Written Testimony to the Committee on General Welfare: Impact of Marijuana Policies on Child Welfare


New York City Council

Committee on General Welfare jointly with the Committee on Hospitals

Oversight – Impact of Marijuana Policies on Child Welfare

April 10, 2019

Written Testimony of The Bronx Defenders By

Emma S. Ketteringham, Managing Director, Family Defense Practice

Anne Venhuizen, Supervising Attorney, Family Defense Practice

Jessica Prince, Attorney, Family Defense Practice

My name is Emma Ketteringham and I am the Managing Director of the Family Defense Practice at The Bronx Defenders. The Bronx Defenders has provided innovative, holistic, and client-centered criminal defense, family defense, immigration representation, civil legal services, social work support, and other advocacy to indigent people in the Bronx for more than 20 years. Our staff of close to 400 represents nearly 28,000 people every year and reaches thousands more through community outreach. The primary goal of our model is to address the underlying issues that drive people into the various legal systems and to mitigate the devastating impact of that involvement, such as deportation, eviction, the loss of employment and public benefits, or family separation and dissolution. Our team-based structure is designed to provide people seamless access to multiple advocates and services to meet their legal and related needs.

Our Family Defense Practice has been in place since 2005 and represents parents in child protection and all of the related family court proceedings that arise out of an abuse or neglect case. Since New York City first funded institutional parent representation in 2007, we have represented more than 11,000 parents in the Bronx and helped thousands of children either safely remain at home or safely reunite with their families. Our multidisciplinary staff of more than 50 attorneys, social workers, and parent advocates are assigned to intakes 1,500 new parents each year.

As a holistic defense organization, we have seen the ways that disparate enforcement of marijuana laws has hurt our clients—not only in criminal court, but in family court, housing court, civil proceedings, and in immigration proceedings.  We are encouraged that lawmakers are not only seeking to rectify the wrongs that criminal enforcement of marijuana prohibitions have caused in Black and Latinx communities, but are also working to ensure that the child welfare system does not cause needless court supervision and family separation based on a parent’s use of marijuana. This testimony is intended to assist in that effort by identifying the primary ways that marijuana use is used against parents of color in the child welfare system, and how it often results in parents being added to the State Central Register for Child Abuse and Maltreatment (SCR), unnecessary court filings, prolonged supervision by the Administration of Children’s Services (ACS), and traumatic family separation.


The records below must be output exactly, without pictures.

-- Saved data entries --
──────────────────────────────

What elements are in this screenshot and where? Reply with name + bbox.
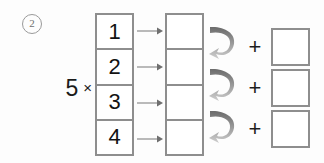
table-row[interactable]: [167, 15, 202, 50]
problem-number-badge: 2: [22, 14, 42, 34]
table-row[interactable]: [167, 121, 202, 154]
table-row[interactable]: 1: [97, 15, 132, 50]
multiplier-expression: 5 ×: [40, 74, 92, 102]
plus-sign: +: [245, 37, 265, 57]
arrow-right-icon: [137, 26, 163, 36]
arrow-right-icon: [137, 62, 163, 72]
plus-sign: +: [245, 78, 265, 98]
curved-arrow-icon: [208, 65, 240, 105]
table-row[interactable]: [167, 86, 202, 121]
arrow-right-icon: [137, 134, 163, 144]
multiplier-factor: 5: [65, 75, 78, 102]
table-row[interactable]: 2: [97, 50, 132, 85]
table-row[interactable]: 4: [97, 121, 132, 154]
worksheet-diagram: 2 5 × 1 2 3 4: [0, 0, 324, 163]
table-row[interactable]: [167, 50, 202, 85]
plus-sign: +: [245, 119, 265, 139]
list-item[interactable]: [271, 110, 310, 148]
curved-arrow-icon: [208, 23, 240, 63]
arrow-right-icon: [137, 98, 163, 108]
list-item[interactable]: [271, 69, 310, 107]
table-row[interactable]: 3: [97, 86, 132, 121]
list-item[interactable]: [271, 28, 310, 66]
partial-product-column: [165, 13, 204, 156]
curved-arrow-icon: [208, 107, 240, 147]
multiplication-sign: ×: [83, 79, 92, 97]
multiplicand-column: 1 2 3 4: [95, 13, 134, 156]
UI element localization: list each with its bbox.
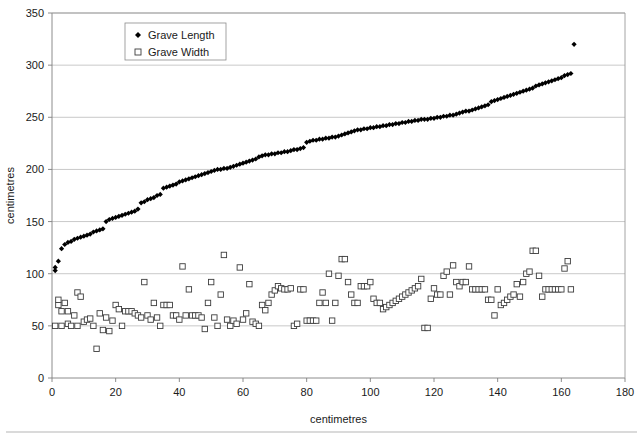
data-point-grave-width (355, 300, 360, 305)
data-point-grave-width (377, 300, 382, 305)
data-point-grave-width (224, 317, 229, 322)
data-point-grave-length (53, 265, 58, 270)
data-point-grave-width (97, 311, 102, 316)
data-point-grave-width (186, 287, 191, 292)
data-point-grave-width (495, 287, 500, 292)
data-point-grave-width (288, 286, 293, 291)
x-tick-label: 180 (616, 386, 634, 398)
data-point-grave-width (540, 294, 545, 299)
data-point-grave-width (59, 323, 64, 328)
data-point-grave-width (489, 297, 494, 302)
x-tick-label: 160 (552, 386, 570, 398)
data-point-grave-width (256, 323, 261, 328)
data-point-grave-width (294, 321, 299, 326)
y-axis-title: centimetres (4, 167, 16, 224)
chart-canvas: 050100150200250300350 020406080100120140… (0, 0, 643, 439)
data-point-grave-width (78, 294, 83, 299)
data-point-grave-width (565, 259, 570, 264)
series-grave-length (53, 42, 577, 273)
y-tick-label: 0 (38, 372, 44, 384)
data-point-grave-width (559, 287, 564, 292)
data-point-grave-width (428, 296, 433, 301)
data-point-grave-width (142, 279, 147, 284)
data-point-grave-width (562, 266, 567, 271)
data-point-grave-width (180, 264, 185, 269)
data-point-grave-width (240, 317, 245, 322)
x-tick-label: 120 (425, 386, 443, 398)
data-point-grave-width (514, 281, 519, 286)
data-point-grave-width (237, 265, 242, 270)
data-point-grave-width (138, 315, 143, 320)
data-point-grave-width (167, 302, 172, 307)
data-point-grave-width (266, 300, 271, 305)
data-point-grave-width (65, 309, 70, 314)
data-point-grave-width (314, 318, 319, 323)
data-point-grave-width (208, 279, 213, 284)
data-point-grave-width (116, 306, 121, 311)
x-tick-label: 0 (49, 386, 55, 398)
data-point-grave-width (52, 323, 57, 328)
data-point-grave-width (320, 290, 325, 295)
data-point-grave-width (568, 287, 573, 292)
x-axis-ticks: 020406080100120140160180 (49, 378, 634, 398)
data-point-grave-width (75, 323, 80, 328)
data-point-grave-width (94, 346, 99, 351)
data-point-grave-width (438, 292, 443, 297)
data-point-grave-width (56, 297, 61, 302)
data-point-grave-width (72, 313, 77, 318)
data-point-grave-width (368, 279, 373, 284)
data-point-grave-width (68, 323, 73, 328)
data-point-grave-width (425, 325, 430, 330)
data-point-grave-width (148, 317, 153, 322)
y-tick-label: 200 (26, 163, 44, 175)
data-point-grave-width (158, 323, 163, 328)
data-point-grave-width (317, 300, 322, 305)
data-point-grave-width (415, 284, 420, 289)
series-grave-width (52, 248, 573, 351)
data-point-grave-width (215, 323, 220, 328)
data-point-grave-width (234, 321, 239, 326)
data-point-grave-width (202, 326, 207, 331)
data-point-grave-width (107, 328, 112, 333)
y-tick-label: 50 (32, 320, 44, 332)
data-point-grave-width (323, 300, 328, 305)
x-tick-label: 140 (488, 386, 506, 398)
data-point-grave-width (221, 252, 226, 257)
data-point-grave-width (62, 300, 67, 305)
x-tick-label: 60 (237, 386, 249, 398)
x-axis-title: centimetres (310, 413, 367, 425)
data-point-grave-width (212, 315, 217, 320)
data-point-grave-width (56, 302, 61, 307)
data-point-grave-width (247, 281, 252, 286)
data-point-grave-width (263, 308, 268, 313)
data-point-grave-width (259, 302, 264, 307)
y-tick-label: 150 (26, 216, 44, 228)
data-point-grave-width (482, 287, 487, 292)
x-tick-label: 80 (301, 386, 313, 398)
data-point-grave-width (199, 315, 204, 320)
data-point-grave-width (431, 286, 436, 291)
data-point-grave-width (333, 300, 338, 305)
data-point-grave-width (520, 279, 525, 284)
x-tick-label: 40 (173, 386, 185, 398)
data-point-grave-length (59, 246, 64, 251)
data-point-grave-width (228, 323, 233, 328)
data-point-grave-width (463, 279, 468, 284)
legend-item-label: Grave Length (148, 29, 215, 41)
data-point-grave-width (329, 318, 334, 323)
data-point-grave-length (571, 42, 576, 47)
data-point-grave-width (177, 317, 182, 322)
data-point-grave-width (91, 323, 96, 328)
legend: Grave LengthGrave Width (125, 23, 226, 60)
data-point-grave-width (533, 248, 538, 253)
data-point-grave-width (154, 315, 159, 320)
data-point-grave-width (536, 273, 541, 278)
data-point-grave-width (527, 269, 532, 274)
data-point-grave-width (466, 264, 471, 269)
data-point-grave-width (511, 292, 516, 297)
data-point-grave-width (492, 313, 497, 318)
y-axis-ticks: 050100150200250300350 (26, 7, 52, 384)
x-tick-label: 100 (361, 386, 379, 398)
y-tick-label: 350 (26, 7, 44, 19)
legend-marker-square-icon (135, 49, 141, 55)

──────────────────────────────

-- PROBLEM SOLUTION --
What elements are in this screenshot and where? Reply with name + bbox.
table-row[interactable]: [167, 15, 202, 50]
problem-number-badge: 2: [22, 14, 42, 34]
table-row[interactable]: [167, 121, 202, 154]
table-row[interactable]: 1: [97, 15, 132, 50]
multiplier-expression: 5 ×: [40, 74, 92, 102]
plus-sign: +: [245, 37, 265, 57]
arrow-right-icon: [137, 26, 163, 36]
arrow-right-icon: [137, 62, 163, 72]
plus-sign: +: [245, 78, 265, 98]
curved-arrow-icon: [208, 65, 240, 105]
table-row[interactable]: [167, 86, 202, 121]
arrow-right-icon: [137, 134, 163, 144]
multiplier-factor: 5: [65, 75, 78, 102]
table-row[interactable]: 2: [97, 50, 132, 85]
table-row[interactable]: 4: [97, 121, 132, 154]
worksheet-diagram: 2 5 × 1 2 3 4: [0, 0, 324, 163]
table-row[interactable]: [167, 50, 202, 85]
plus-sign: +: [245, 119, 265, 139]
list-item[interactable]: [271, 110, 310, 148]
curved-arrow-icon: [208, 23, 240, 63]
arrow-right-icon: [137, 98, 163, 108]
list-item[interactable]: [271, 69, 310, 107]
table-row[interactable]: 3: [97, 86, 132, 121]
list-item[interactable]: [271, 28, 310, 66]
partial-product-column: [165, 13, 204, 156]
curved-arrow-icon: [208, 107, 240, 147]
multiplication-sign: ×: [83, 79, 92, 97]
multiplicand-column: 1 2 3 4: [95, 13, 134, 156]
UI element localization: list each with its bbox.
data-point-grave-width (355, 300, 360, 305)
data-point-grave-width (377, 300, 382, 305)
data-point-grave-width (224, 317, 229, 322)
data-point-grave-length (53, 265, 58, 270)
data-point-grave-width (97, 311, 102, 316)
data-point-grave-width (186, 287, 191, 292)
data-point-grave-width (495, 287, 500, 292)
data-point-grave-width (288, 286, 293, 291)
x-tick-label: 180 (616, 386, 634, 398)
data-point-grave-width (540, 294, 545, 299)
data-point-grave-width (59, 323, 64, 328)
data-point-grave-width (489, 297, 494, 302)
x-tick-label: 160 (552, 386, 570, 398)
data-point-grave-width (256, 323, 261, 328)
data-point-grave-width (294, 321, 299, 326)
y-axis-title: centimetres (4, 167, 16, 224)
chart-canvas: 050100150200250300350 020406080100120140… (0, 0, 643, 439)
data-point-grave-width (78, 294, 83, 299)
data-point-grave-width (565, 259, 570, 264)
series-grave-length (53, 42, 577, 273)
y-tick-label: 0 (38, 372, 44, 384)
data-point-grave-width (559, 287, 564, 292)
data-point-grave-width (428, 296, 433, 301)
data-point-grave-width (142, 279, 147, 284)
data-point-grave-width (562, 266, 567, 271)
data-point-grave-width (180, 264, 185, 269)
data-point-grave-width (240, 317, 245, 322)
x-tick-label: 120 (425, 386, 443, 398)
data-point-grave-width (514, 281, 519, 286)
data-point-grave-width (237, 265, 242, 270)
data-point-grave-width (138, 315, 143, 320)
data-point-grave-width (167, 302, 172, 307)
data-point-grave-width (266, 300, 271, 305)
data-point-grave-width (65, 309, 70, 314)
data-point-grave-width (314, 318, 319, 323)
data-point-grave-width (208, 279, 213, 284)
data-point-grave-width (116, 306, 121, 311)
x-tick-label: 0 (49, 386, 55, 398)
data-point-grave-width (52, 323, 57, 328)
data-point-grave-width (320, 290, 325, 295)
data-point-grave-width (568, 287, 573, 292)
x-axis-ticks: 020406080100120140160180 (49, 378, 634, 398)
data-point-grave-width (75, 323, 80, 328)
data-point-grave-width (94, 346, 99, 351)
data-point-grave-width (438, 292, 443, 297)
data-point-grave-width (56, 297, 61, 302)
data-point-grave-width (72, 313, 77, 318)
data-point-grave-width (368, 279, 373, 284)
data-point-grave-width (68, 323, 73, 328)
data-point-grave-width (425, 325, 430, 330)
data-point-grave-width (148, 317, 153, 322)
y-tick-label: 200 (26, 163, 44, 175)
data-point-grave-width (158, 323, 163, 328)
data-point-grave-width (317, 300, 322, 305)
data-point-grave-width (415, 284, 420, 289)
series-grave-width (52, 248, 573, 351)
data-point-grave-width (215, 323, 220, 328)
data-point-grave-width (234, 321, 239, 326)
data-point-grave-width (202, 326, 207, 331)
data-point-grave-width (107, 328, 112, 333)
y-tick-label: 50 (32, 320, 44, 332)
data-point-grave-width (323, 300, 328, 305)
x-tick-label: 140 (488, 386, 506, 398)
data-point-grave-width (221, 252, 226, 257)
data-point-grave-width (62, 300, 67, 305)
x-tick-label: 60 (237, 386, 249, 398)
x-axis-title: centimetres (310, 413, 367, 425)
data-point-grave-width (212, 315, 217, 320)
data-point-grave-width (56, 302, 61, 307)
data-point-grave-width (247, 281, 252, 286)
data-point-grave-width (263, 308, 268, 313)
data-point-grave-width (259, 302, 264, 307)
y-tick-label: 150 (26, 216, 44, 228)
data-point-grave-width (482, 287, 487, 292)
x-tick-label: 80 (301, 386, 313, 398)
data-point-grave-width (199, 315, 204, 320)
data-point-grave-width (431, 286, 436, 291)
data-point-grave-width (333, 300, 338, 305)
data-point-grave-width (520, 279, 525, 284)
x-tick-label: 40 (173, 386, 185, 398)
data-point-grave-length (59, 246, 64, 251)
data-point-grave-width (228, 323, 233, 328)
data-point-grave-width (463, 279, 468, 284)
legend-item-label: Grave Length (148, 29, 215, 41)
data-point-grave-width (329, 318, 334, 323)
data-point-grave-length (571, 42, 576, 47)
data-point-grave-width (177, 317, 182, 322)
data-point-grave-width (91, 323, 96, 328)
legend: Grave LengthGrave Width (125, 23, 226, 60)
data-point-grave-width (533, 248, 538, 253)
data-point-grave-width (154, 315, 159, 320)
data-point-grave-width (536, 273, 541, 278)
data-point-grave-width (527, 269, 532, 274)
data-point-grave-width (466, 264, 471, 269)
data-point-grave-width (511, 292, 516, 297)
data-point-grave-width (492, 313, 497, 318)
y-axis-ticks: 050100150200250300350 (26, 7, 52, 384)
x-tick-label: 100 (361, 386, 379, 398)
y-tick-label: 350 (26, 7, 44, 19)
legend-marker-square-icon (135, 49, 141, 55)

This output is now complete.